The last thread didn't fare too badly, I think; let's make it a monthly tradition. (Me, I'm more interested in thinking about real-world policies or philosophies, actual and possible, rather than AI design or physics, and I suspect that many fine, non-mind-killed folks reading LW also are - but might be ashamed to admit it!)
Quoth OrphanWilde:
- Top-level comments should introduce arguments; responses should be responses to those arguments.
- Upvote and downvote based on whether or not you find an argument convincing in the context in which it was raised. This means if it's a good argument against the argument it is responding to, not whether or not there's a good/obvious counterargument to it; if you have a good counterargument, raise it. If it's a convincing argument, and the counterargument is also convincing, upvote both. If both arguments are unconvincing, downvote both.
- A single argument per comment would be ideal; as MixedNuts points out here, it's otherwise hard to distinguish between one good and one bad argument, which makes the upvoting/downvoting difficult to evaluate.
- In general try to avoid color politics; try to discuss political issues, rather than political parties, wherever possible.
Let's try to stick to those rules - and maybe make some more if sorely needed.
Oh, and I think that the "Personal is Political" stuff like gender relations, etc also belongs here.
I am making an empirical claim.
I am pretty sure it is correct.
Though I also plain prefer to live in a society where I have to deal with politics as little as possible. Naturally this unfortunately isn't a politically neutral stance. "Right wing freedom" is often freedom from politics, while "left wing freedom" is often freedom to politics.
I believe that most benign change is not brought about by politics while much of the harmful one is. The human mind is systematically broken at thinking about politics, at least politics beyond the size of the stone age tribe, but it can solve such problems when they are framed in other ways.
Does "politics" in this sentence apply to things like negotiating your position among a hundred people in a corporation? Or are you restricting it to things like democratic elections, legislation, government taxes, and suchlike?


**WHAT IS REQUIRED**
Nothing may be dropped or altered: reproduce all the data.

**DATA**

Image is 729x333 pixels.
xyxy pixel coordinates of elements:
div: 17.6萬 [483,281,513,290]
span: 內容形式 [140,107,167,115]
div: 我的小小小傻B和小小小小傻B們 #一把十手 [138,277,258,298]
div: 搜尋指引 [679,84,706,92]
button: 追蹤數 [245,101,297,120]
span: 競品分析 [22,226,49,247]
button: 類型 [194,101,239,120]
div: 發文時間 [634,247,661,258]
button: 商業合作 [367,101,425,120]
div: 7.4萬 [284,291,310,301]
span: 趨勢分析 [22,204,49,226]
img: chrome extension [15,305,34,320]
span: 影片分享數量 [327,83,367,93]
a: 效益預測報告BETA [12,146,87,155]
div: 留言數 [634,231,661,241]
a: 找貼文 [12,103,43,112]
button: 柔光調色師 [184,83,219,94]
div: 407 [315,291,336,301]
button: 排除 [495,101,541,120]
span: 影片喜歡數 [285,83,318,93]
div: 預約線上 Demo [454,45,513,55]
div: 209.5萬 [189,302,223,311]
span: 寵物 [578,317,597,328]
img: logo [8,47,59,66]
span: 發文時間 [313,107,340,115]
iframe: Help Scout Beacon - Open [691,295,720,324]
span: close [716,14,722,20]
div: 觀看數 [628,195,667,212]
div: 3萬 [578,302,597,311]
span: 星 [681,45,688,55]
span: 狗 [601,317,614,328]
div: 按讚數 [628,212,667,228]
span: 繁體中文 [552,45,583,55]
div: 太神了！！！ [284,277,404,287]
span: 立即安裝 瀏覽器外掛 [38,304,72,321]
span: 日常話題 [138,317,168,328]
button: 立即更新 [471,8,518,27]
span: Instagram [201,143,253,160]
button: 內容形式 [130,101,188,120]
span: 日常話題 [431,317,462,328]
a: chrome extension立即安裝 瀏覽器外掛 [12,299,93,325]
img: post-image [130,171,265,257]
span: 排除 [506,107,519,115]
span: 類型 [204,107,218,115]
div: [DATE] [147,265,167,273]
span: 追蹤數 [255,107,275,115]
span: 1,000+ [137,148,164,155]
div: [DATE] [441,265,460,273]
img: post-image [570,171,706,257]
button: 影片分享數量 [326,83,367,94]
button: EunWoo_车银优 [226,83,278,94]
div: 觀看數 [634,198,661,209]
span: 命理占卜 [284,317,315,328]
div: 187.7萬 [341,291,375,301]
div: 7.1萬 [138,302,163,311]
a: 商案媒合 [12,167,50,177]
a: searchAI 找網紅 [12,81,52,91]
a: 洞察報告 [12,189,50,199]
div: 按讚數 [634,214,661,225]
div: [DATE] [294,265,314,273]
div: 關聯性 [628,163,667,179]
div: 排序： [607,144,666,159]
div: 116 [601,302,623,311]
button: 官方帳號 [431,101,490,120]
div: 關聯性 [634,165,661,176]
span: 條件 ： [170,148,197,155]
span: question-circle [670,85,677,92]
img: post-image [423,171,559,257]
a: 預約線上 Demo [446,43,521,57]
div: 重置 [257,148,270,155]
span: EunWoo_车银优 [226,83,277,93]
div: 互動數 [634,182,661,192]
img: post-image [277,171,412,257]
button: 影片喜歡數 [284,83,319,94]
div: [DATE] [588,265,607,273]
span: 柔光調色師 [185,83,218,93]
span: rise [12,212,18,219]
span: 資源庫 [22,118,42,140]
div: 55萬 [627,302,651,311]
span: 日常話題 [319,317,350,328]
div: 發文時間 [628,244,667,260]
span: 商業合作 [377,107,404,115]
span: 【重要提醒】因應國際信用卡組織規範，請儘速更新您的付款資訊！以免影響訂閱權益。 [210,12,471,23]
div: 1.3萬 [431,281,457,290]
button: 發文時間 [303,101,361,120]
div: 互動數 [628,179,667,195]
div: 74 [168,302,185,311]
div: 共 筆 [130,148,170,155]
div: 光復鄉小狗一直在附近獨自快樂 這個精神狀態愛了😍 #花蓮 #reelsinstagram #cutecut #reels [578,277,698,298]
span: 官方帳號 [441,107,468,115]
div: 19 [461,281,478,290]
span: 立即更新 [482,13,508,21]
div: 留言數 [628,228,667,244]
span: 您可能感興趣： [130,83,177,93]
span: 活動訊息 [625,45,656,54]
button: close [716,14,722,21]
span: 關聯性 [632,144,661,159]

**ANSWER TO THIS EXERCISE**
Image is 729x333 pixels.
xyxy pixel coordinates of elements:
div: 17.6萬 [483,281,513,290]
span: 內容形式 [140,107,167,115]
div: 我的小小小傻B和小小小小傻B們 #一把十手 [138,277,258,298]
div: 搜尋指引 [679,84,706,92]
button: 追蹤數 [245,101,297,120]
span: 競品分析 [22,226,49,247]
button: 類型 [194,101,239,120]
div: 發文時間 [634,247,661,258]
button: 商業合作 [367,101,425,120]
div: 7.4萬 [284,291,310,301]
span: 趨勢分析 [22,204,49,226]
img: chrome extension [15,305,34,320]
span: 影片分享數量 [327,83,367,93]
a: 效益預測報告BETA [12,146,87,155]
div: 留言數 [634,231,661,241]
a: 找貼文 [12,103,43,112]
button: 柔光調色師 [184,83,219,94]
div: 407 [315,291,336,301]
button: 排除 [495,101,541,120]
span: 影片喜歡數 [285,83,318,93]
div: 預約線上 Demo [454,45,513,55]
div: 209.5萬 [189,302,223,311]
span: 寵物 [578,317,597,328]
img: logo [8,47,59,66]
span: 發文時間 [313,107,340,115]
iframe: Help Scout Beacon - Open [691,295,720,324]
span: close [716,14,722,20]
div: 觀看數 [628,195,667,212]
div: 3萬 [578,302,597,311]
span: 星 [681,45,688,55]
span: 狗 [601,317,614,328]
div: 按讚數 [628,212,667,228]
span: 繁體中文 [552,45,583,55]
div: 太神了！！！ [284,277,404,287]
span: 立即安裝 瀏覽器外掛 [38,304,72,321]
span: 日常話題 [138,317,168,328]
button: 立即更新 [471,8,518,27]
span: Instagram [201,143,253,160]
button: 內容形式 [130,101,188,120]
span: 日常話題 [431,317,462,328]
a: chrome extension立即安裝 瀏覽器外掛 [12,299,93,325]
img: post-image [130,171,265,257]
span: 排除 [506,107,519,115]
span: 類型 [204,107,218,115]
div: [DATE] [147,265,167,273]
span: 追蹤數 [255,107,275,115]
span: 1,000+ [137,148,164,155]
div: [DATE] [441,265,460,273]
img: post-image [570,171,706,257]
button: 影片分享數量 [326,83,367,94]
button: EunWoo_车银优 [226,83,278,94]
div: 觀看數 [634,198,661,209]
span: 命理占卜 [284,317,315,328]
div: 187.7萬 [341,291,375,301]
div: 7.1萬 [138,302,163,311]
a: 商案媒合 [12,167,50,177]
a: searchAI 找網紅 [12,81,52,91]
a: 洞察報告 [12,189,50,199]
div: 按讚數 [634,214,661,225]
div: [DATE] [294,265,314,273]
div: 關聯性 [628,163,667,179]
div: 排序： [607,144,666,159]
div: 116 [601,302,623,311]
button: 官方帳號 [431,101,490,120]
div: 關聯性 [634,165,661,176]
span: 條件 ： [170,148,197,155]
span: question-circle [670,85,677,92]
img: post-image [423,171,559,257]
a: 預約線上 Demo [446,43,521,57]
div: 重置 [257,148,270,155]
span: EunWoo_车银优 [226,83,277,93]
div: 互動數 [634,182,661,192]
img: post-image [277,171,412,257]
button: 影片喜歡數 [284,83,319,94]
div: [DATE] [588,265,607,273]
span: 柔光調色師 [185,83,218,93]
span: rise [12,212,18,219]
span: 資源庫 [22,118,42,140]
div: 55萬 [627,302,651,311]
span: 日常話題 [319,317,350,328]
div: 發文時間 [628,244,667,260]
span: 商業合作 [377,107,404,115]
span: 【重要提醒】因應國際信用卡組織規範，請儘速更新您的付款資訊！以免影響訂閱權益。 [210,12,471,23]
div: 1.3萬 [431,281,457,290]
button: 發文時間 [303,101,361,120]
div: 互動數 [628,179,667,195]
div: 74 [168,302,185,311]
div: 共 筆 [130,148,170,155]
div: 光復鄉小狗一直在附近獨自快樂 這個精神狀態愛了😍 #花蓮 #reelsinstagram #cutecut #reels [578,277,698,298]
span: 官方帳號 [441,107,468,115]
div: 19 [461,281,478,290]
span: 立即更新 [482,13,508,21]
div: 留言數 [628,228,667,244]
span: 您可能感興趣： [130,83,177,93]
span: 活動訊息 [625,45,656,54]
button: close [716,14,722,21]
span: 關聯性 [632,144,661,159]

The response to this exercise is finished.